[Screenshot grounding data]
↓

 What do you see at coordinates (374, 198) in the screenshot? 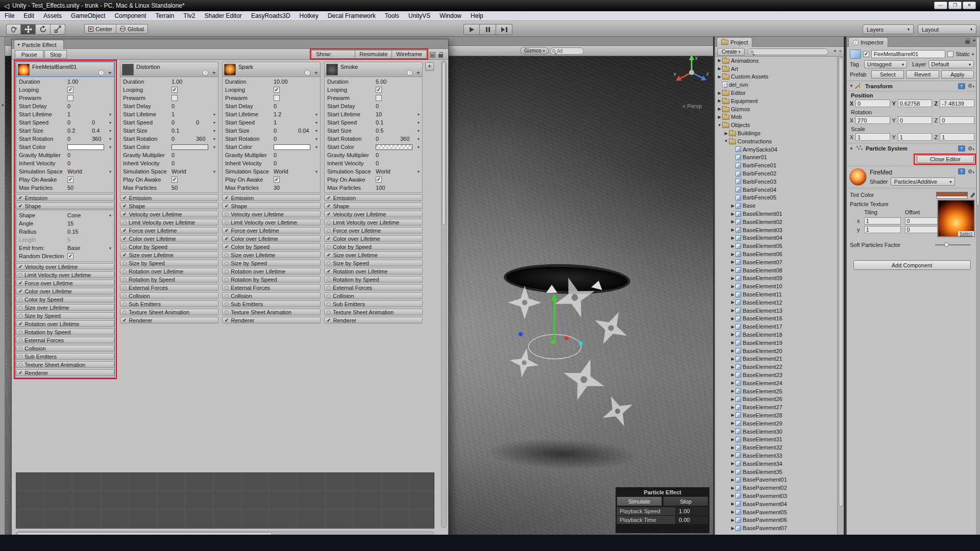
I see `module-emission: ✓Emission` at bounding box center [374, 198].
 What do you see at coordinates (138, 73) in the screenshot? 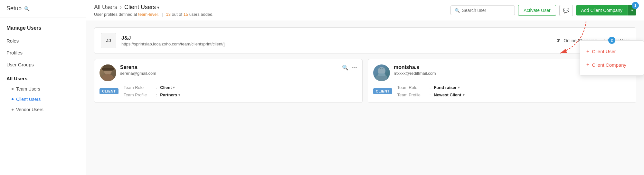
I see `user-email-serena: serena@gmail.com` at bounding box center [138, 73].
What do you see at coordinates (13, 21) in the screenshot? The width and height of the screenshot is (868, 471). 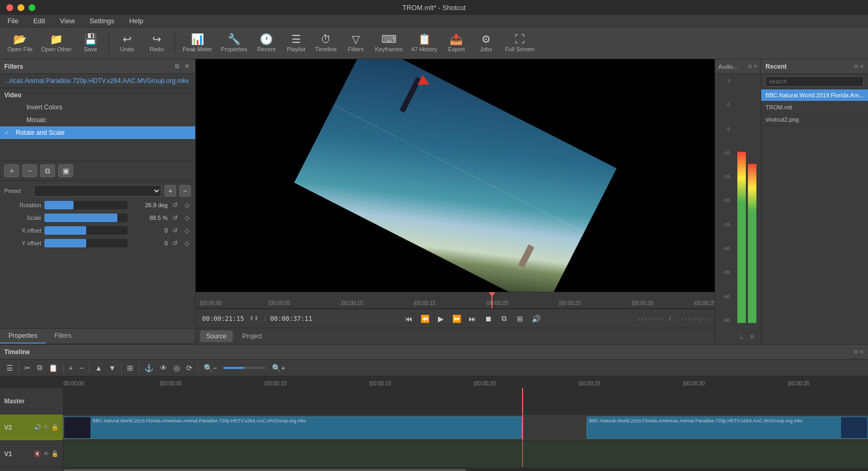 I see `menu-file: File` at bounding box center [13, 21].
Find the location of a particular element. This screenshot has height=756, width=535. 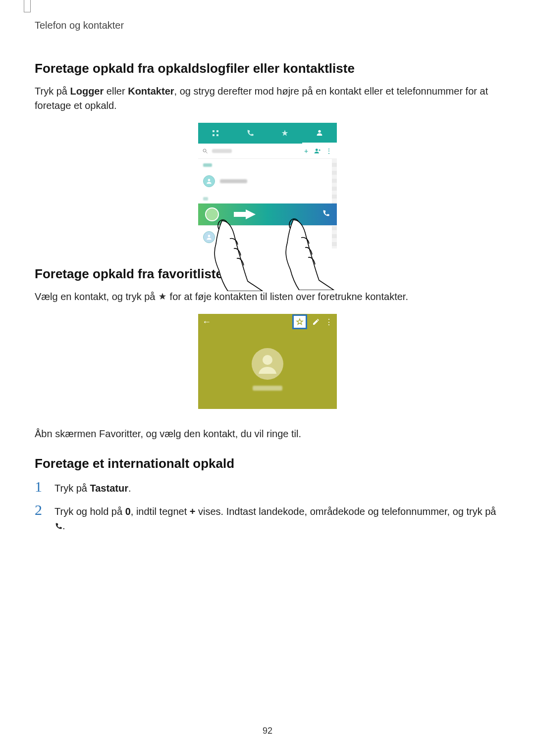

breadcrumb: Telefon og kontakter is located at coordinates (268, 26).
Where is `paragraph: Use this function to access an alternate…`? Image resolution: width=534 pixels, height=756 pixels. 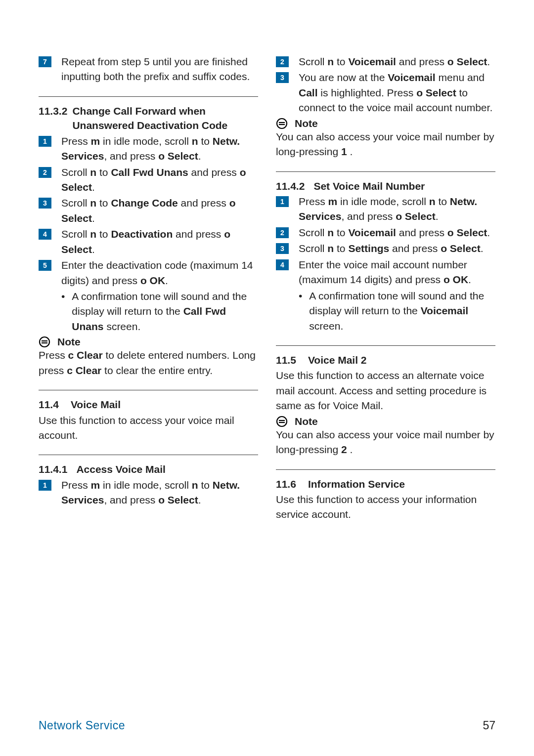 paragraph: Use this function to access an alternate… is located at coordinates (386, 390).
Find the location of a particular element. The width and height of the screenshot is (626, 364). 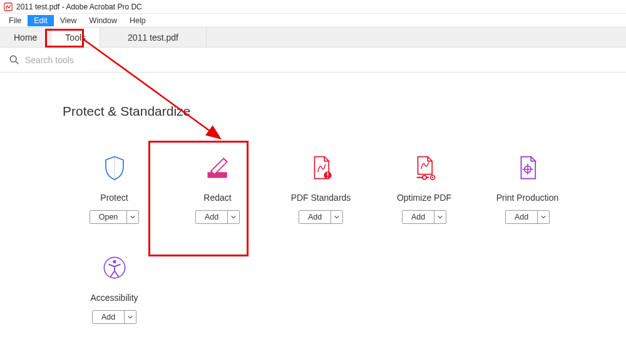

tool-redact: Redact Add is located at coordinates (218, 191).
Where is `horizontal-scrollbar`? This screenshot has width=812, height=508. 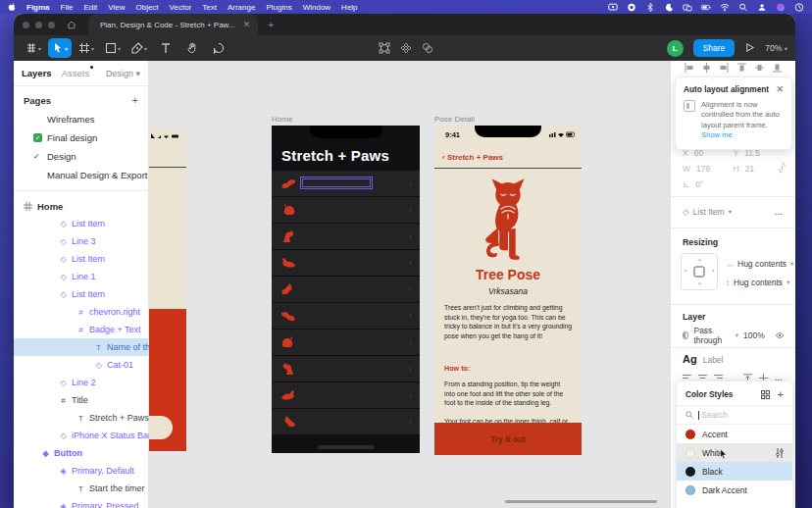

↑

• **Task directions**:
Pictures stay out of the copy. Reproduce exactly the lines from the one containing "Find the location of a particular element. The" through the last line of the records above, both included.

• **Exercise solution**:
Find the location of a particular element. The width and height of the screenshot is (626, 364). 

tool-redact: Redact Add is located at coordinates (218, 191).
Where is `horizontal-scrollbar`? This screenshot has width=812, height=508. 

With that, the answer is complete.